Records supplied:
━━━━━━━━

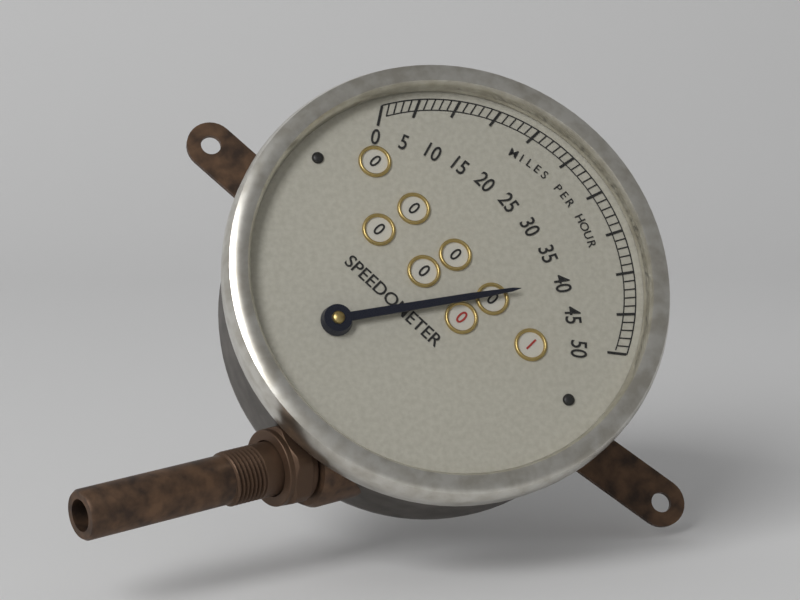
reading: 40 mph
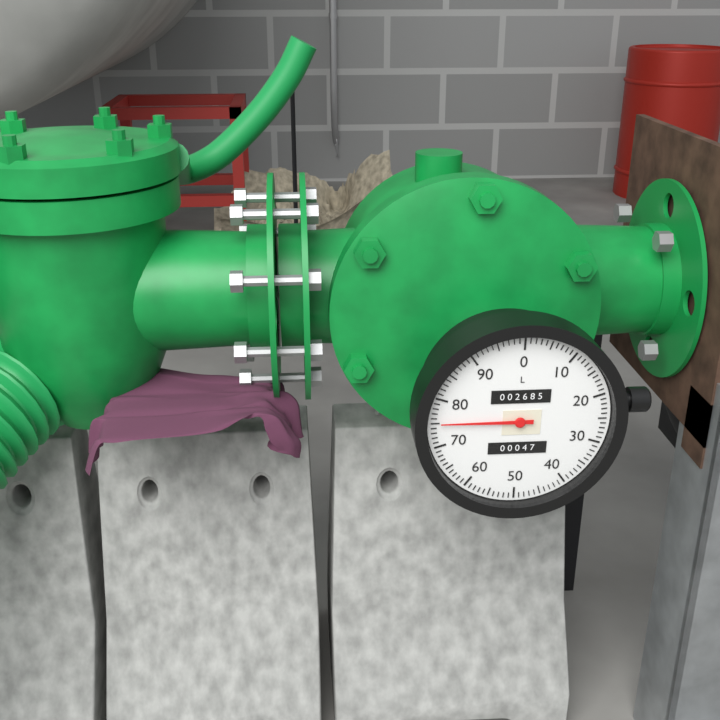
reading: 75 L
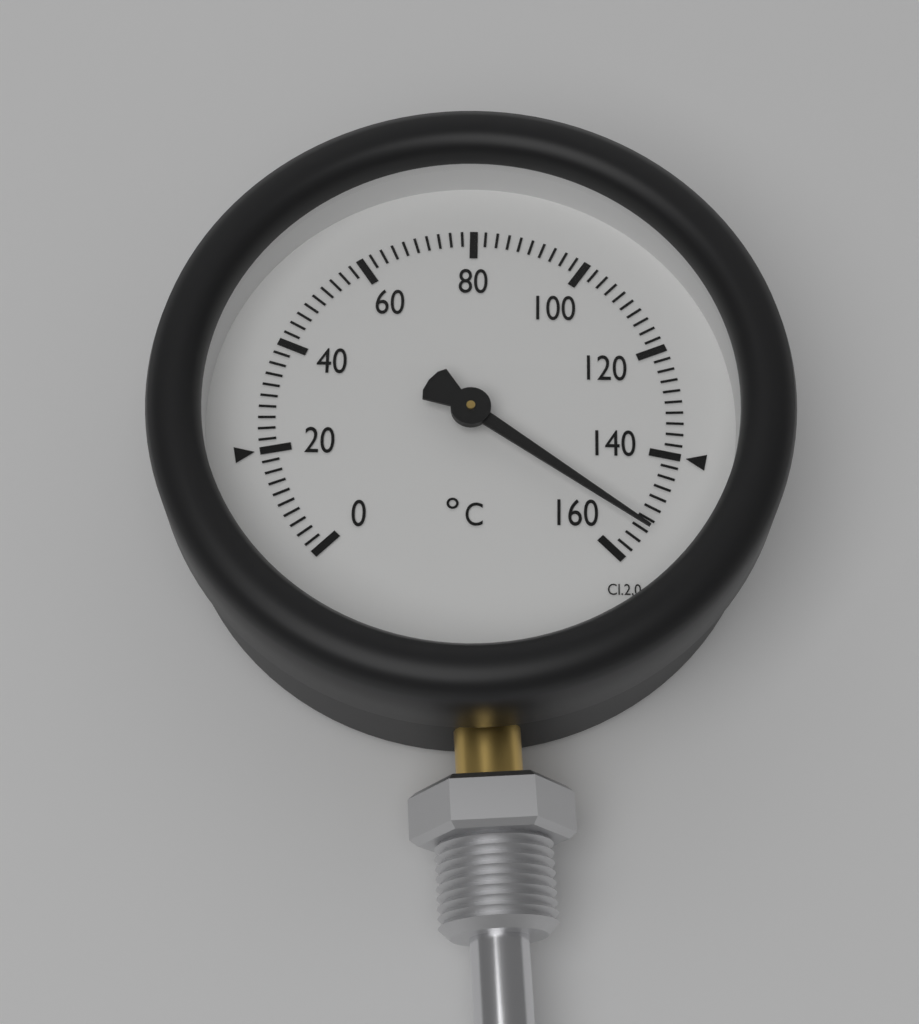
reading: 154 °C
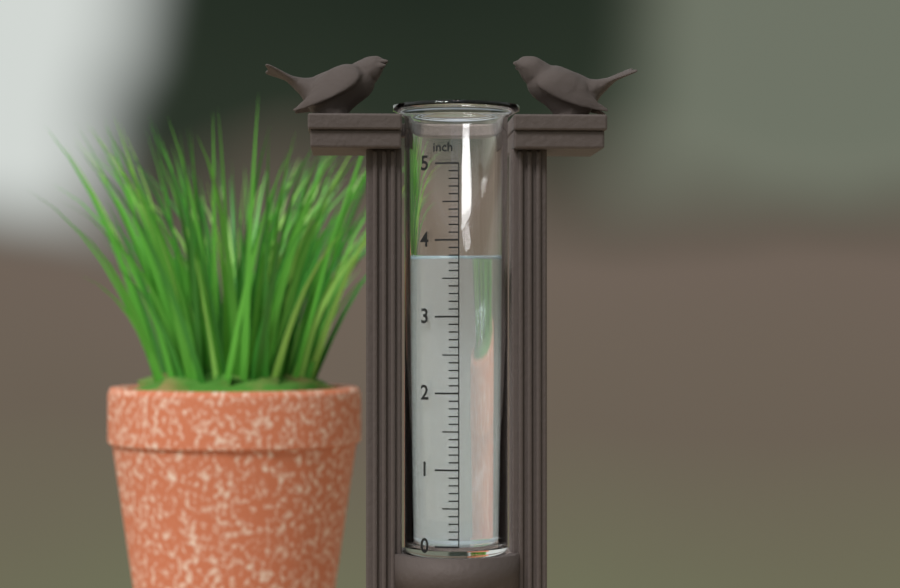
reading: 3.8 inch
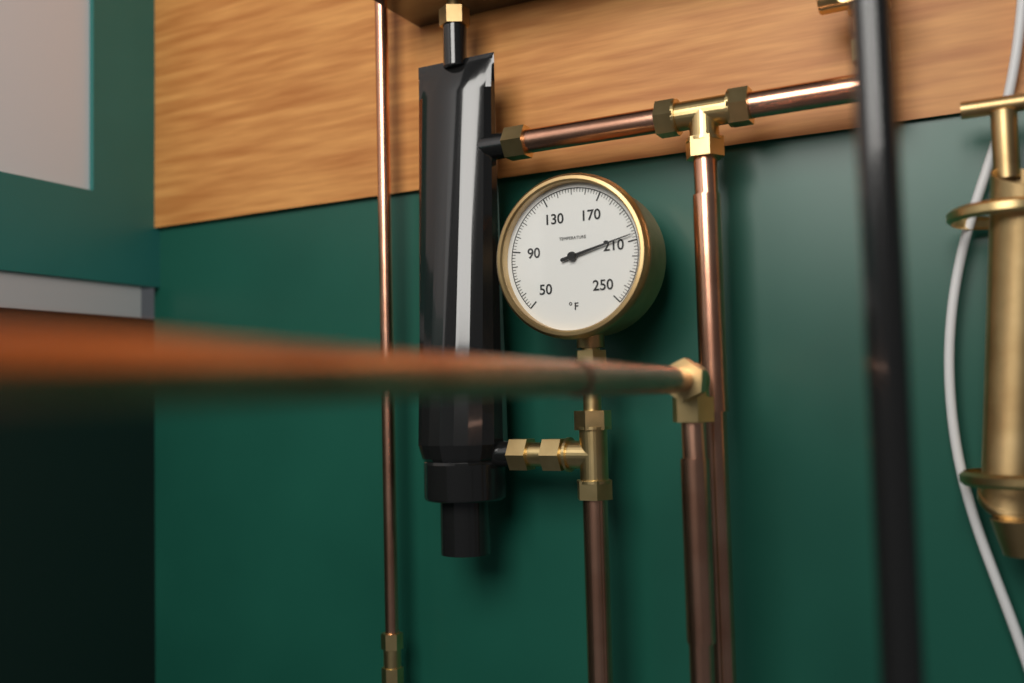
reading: 206 °F
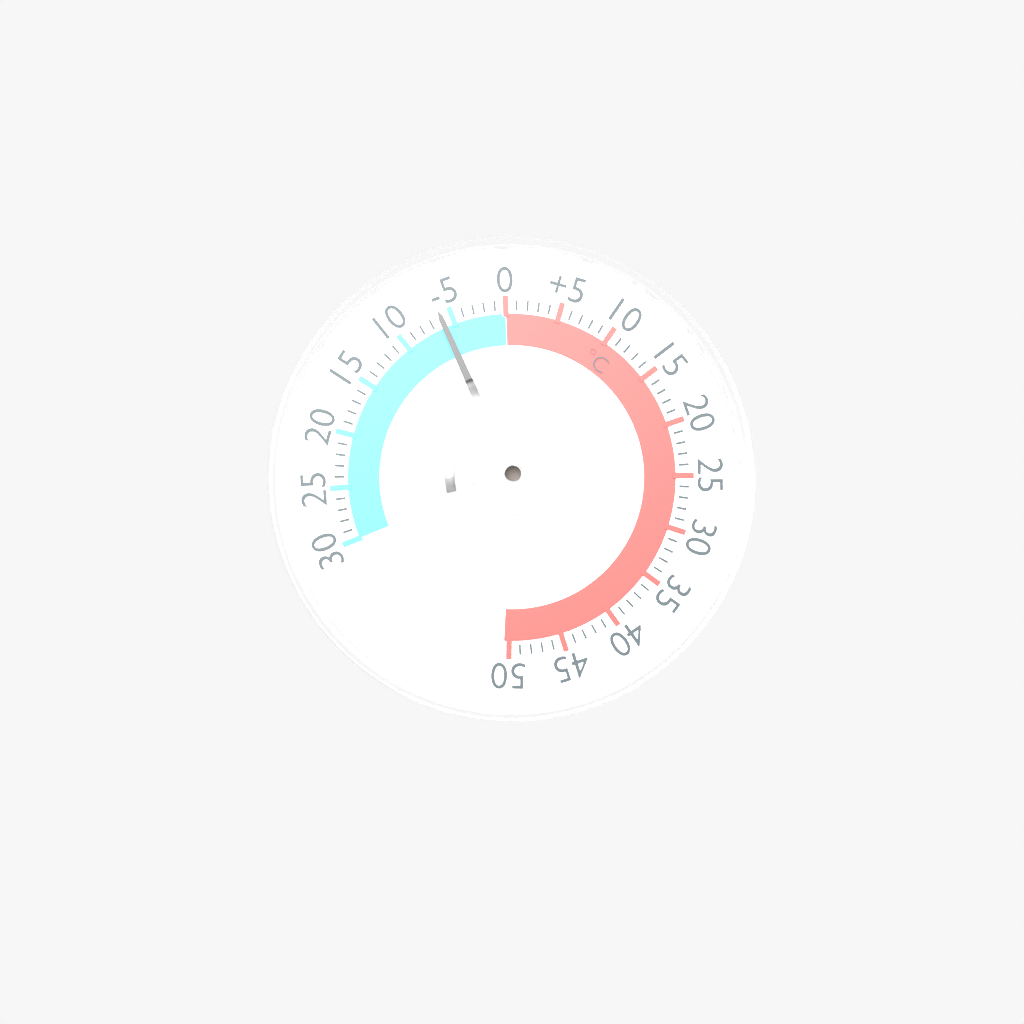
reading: -6 °C
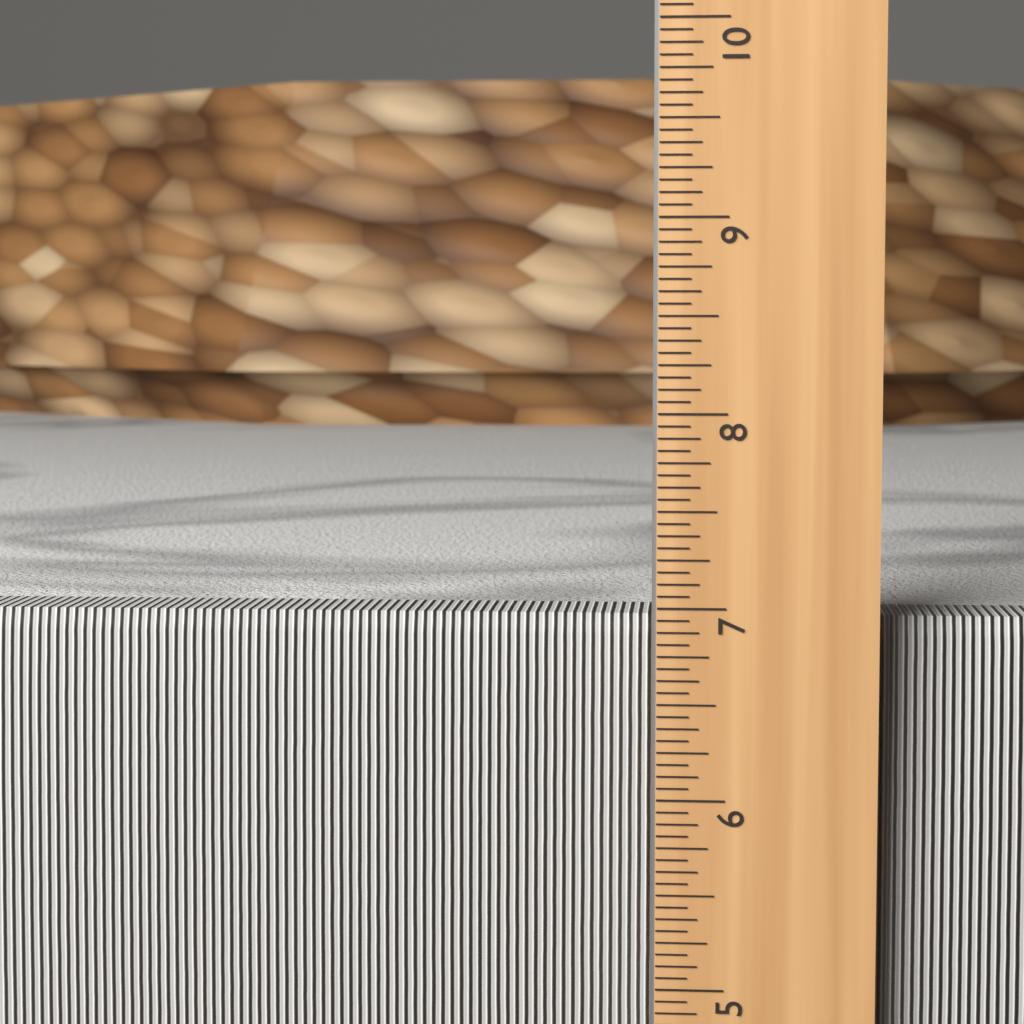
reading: 6.9375 in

━━━━━━━━

What needs to be done: Verbatim copy, images excluded: transcribe all the entries above.

Your response:
reading: 40 mph
reading: 75 L
reading: 154 °C
reading: 3.8 inch
reading: 206 °F
reading: -6 °C
reading: 6.9375 in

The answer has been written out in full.